According to a recent report, the American Foundry Society and the Foundry Association of Michigan have formally urged Michigan’s Gov. Gretchen Whitmer to end extended unemployment benefits, implemented to support individuals whose income was reduced by closures imposed to minimize social activity during the Covid-19 pandemic of 2020. The pandemic did not create manufacturers’ problem with skilled labor but reversing the emergency provisions and getting “back to normal” is more complicated than expected.
In their letter to Whitmer, cited by the report, AFS and FAM offered the statistic that the metalcasting industry accounts for 490,000 positions in the total U.S. workforce, representing $32.1 billion in wages and benefits, but they emphasized that the unavailability of workers is the most serious problem facing foundries today. Not foreign trade or environmental regulations, nor energy costs or any of the various quality and performance concerns that occupy the minds of metalcasting owners and operators. More than one-third of FM&T readers surveyed at the end of 2020 came to that same conclusion.
“We therefore urge you to join at least 12 other states in ending participation in extended unemployment insurance programs enacted this year,” AFS and FAM wrote to the governor, according to portions of their communication cited in the report. “Supplemental assistance adopted during the height of the pandemic in 2020, when there were no vaccines available, was meant to be short-term and temporary. Today, we hear on a daily basis from metalcasters who indicate that these expanded benefits are a key disincentive to work and are keeping able-bodied Americans on the sidelines.”
It’s possible the foundry groups are exaggerating the significance of the link between their labor shortage and Michigan’s generosity to idle workers. It is simplistic to conclude that workers are simply concerned for their health, or that adjusting the financial incentives will cause them to reconsider their risks. The difficulty of locating and retaining skilled workers is a longstanding problem for manufacturers, one that market-based approaches have not resolved. AFS and FAM contend that some Michigan metalcasters are “offering higher wages, signing bonuses, and tuition reimbursement” as incentives to draw workers to fill their open positions. And still, they have openings to fill.

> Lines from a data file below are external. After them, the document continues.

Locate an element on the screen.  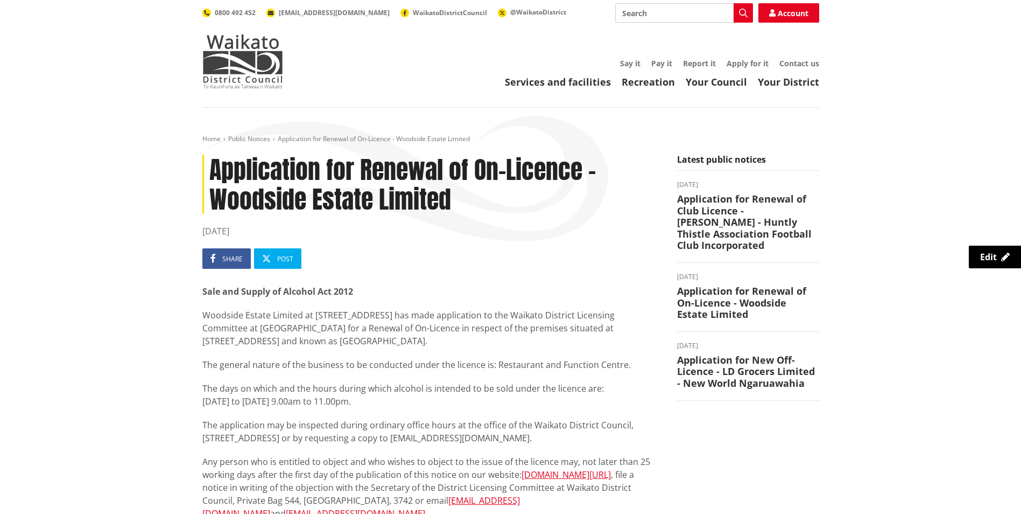
a: 0800 492 452 is located at coordinates (229, 12).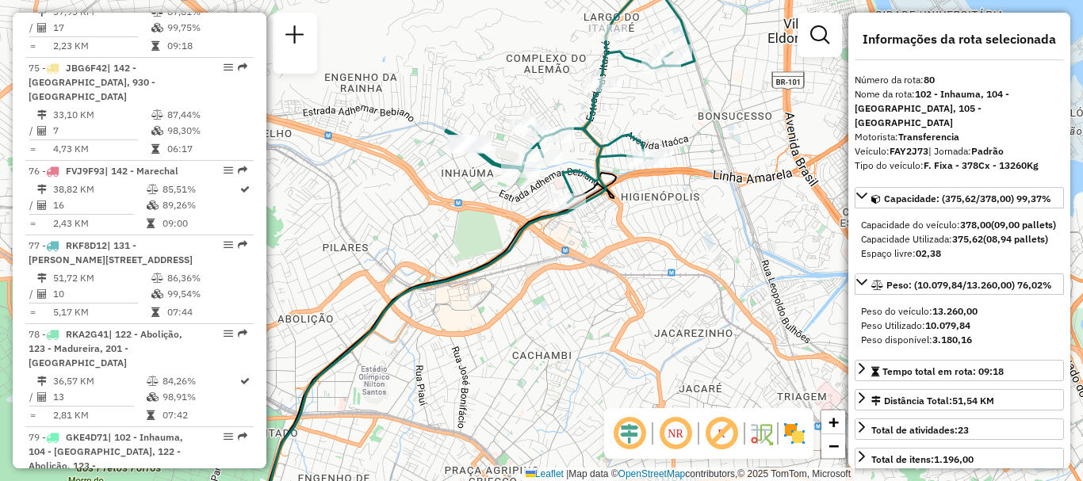 This screenshot has width=1083, height=481. What do you see at coordinates (967, 239) in the screenshot?
I see `strong: 375,62` at bounding box center [967, 239].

There are three parts to this problem -- the employers, the would-be employees, and the government. The metalcasters’ perspective is easy to understand, and they are correct to press for an end to the benefits – which functionally increase the cost of employing workers and keeping a business performing effectively.
The relationship between governments and businesses is sometimes adversarial, as with regulatory bodies for occupational safety, environmental standards, and energy rates. But just as common are the state-level commissions that incentivize business investments, grant tax incentives for job creation, build roads and extend utility lines to serve new development, and underwrite construction bonds that will speed business expansions.
Governments should want strong businesses because employed citizens pay income, consumption, and even property taxes – which support the cost of maintaining a civil society and make it possible to plan for all manner of good things. These are primary assumptions of a market-based democracy, and why state officials would not want employers bringing in new workers calls for an explanation.
The third part of the problem – the unmotivated people who are not taking the opportunity of employment – is even more troubling. Recognizing how long manufacturers have struggled to fill openings for skilled workers, we have to consider that our basic assumptions about employment no longer apply.
Regular work makes individuals smarter and more responsible because it focuses their energy and attention on practical results and imbues them with a better understanding of their own worth. It helps shape good citizens. Employers who want to grow a business – and not simply an investment – rely on employees to fulfill their vision, attend to details with appropriate concern for the outcome, carry out the enterprise goals when overlooked or unexpected developments occur, and to provide additional perspectives on the projects at hand, perspectives that enhance the potential of the enterprise.
If finding skilled workers is a problem, it may be that employers, workers, or state officials have changed their expectations of the arrangement that supports a civil society. Whether it is so or not, we have some work to do to fix it.